Tuesday, 30 June 2009

Why Did The EPA Smother A Scientific Report That Questioned Global Warming?


Alan Carlin, a PhD and seasoned veteran at the EPA may become a folk hero to climate change skeptics, but he may also lose his job. At least according to an interview this morning on Fox news, he was grateful that he still had a job. A report he submitted back in March had called to question many points of the Global Warming Theory based on current data. The internal e-mails were leaked out, perhaps in response to the recent passing of the high taxing climate change bill. I recently wrote an article that highlighted four points of climate change skeptics. Many more were raised by this paper. According to Carlin and his co authors:

Global temperatures have actually declined in the last 11 years, despite increases in CO2.
Increased tropical storm activity has repeatedly been cited as a sign of anthropogenic global warming and yet that has not occurred.
The IPCC in its reports has claimed that Greenland would shed its ice and that has not happened at all.

Recent studies have concluded that the Global Climate Models used by the IPCC are faulty and “not supported by empirical evidence.”
Studies also suggest the IPCC dismissed the effect of solar variability based on faulty data and new research shows that “up to 68% of the increase in Earth’s global temperatures” could be caused by solar variability.

Analysis of surface stations that monitor temperatures has shown that most fail to meet the most basic meteorological guidelines for proper sighting resulted in inaccurate measurements. The “Urban Heat Island” effect is considered key to this.
Satellite temperature measurements taken from 1978 to 2008 do not show an increased rate of warming over the 30 year period.

Are politics blocking science on this issue? Carlin suggested that old science is being used for current policies, and the ideas are out of date. New evidence has backed a growing number of outspoken scientists on the skeptics side. This is new science with limited recorded data. Computer models have been wrong in their expectations up until now, so what about the next few decades? I support less pollution and renewable energy, but not at the cost of deceiving the public.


__DIRECTIONS__
Your task is to transcribe all of the records exactly and leave out the pictures.

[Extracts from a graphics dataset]
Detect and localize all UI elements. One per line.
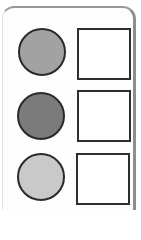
answer-box-2[interactable] — [77, 90, 131, 142]
circle-swatch-1 — [18, 28, 66, 76]
circle-swatch-2 — [17, 92, 65, 140]
circle-swatch-3 — [17, 153, 65, 201]
answer-box-1[interactable] — [77, 28, 131, 80]
answer-box-3[interactable] — [76, 153, 130, 205]
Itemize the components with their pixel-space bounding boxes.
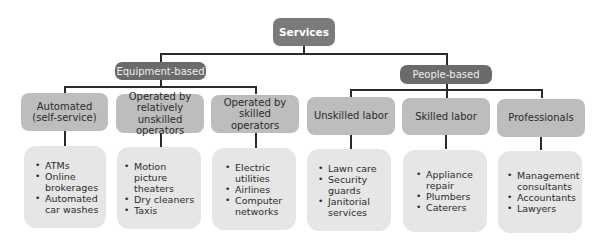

__EXPECTED OUTPUT__
Detect and localize all UI elements. One per line.
answer-box-2[interactable] — [77, 90, 131, 142]
circle-swatch-1 — [18, 28, 66, 76]
circle-swatch-2 — [17, 92, 65, 140]
circle-swatch-3 — [17, 153, 65, 201]
answer-box-1[interactable] — [77, 28, 131, 80]
answer-box-3[interactable] — [76, 153, 130, 205]
Itemize the components with their pixel-space bounding boxes.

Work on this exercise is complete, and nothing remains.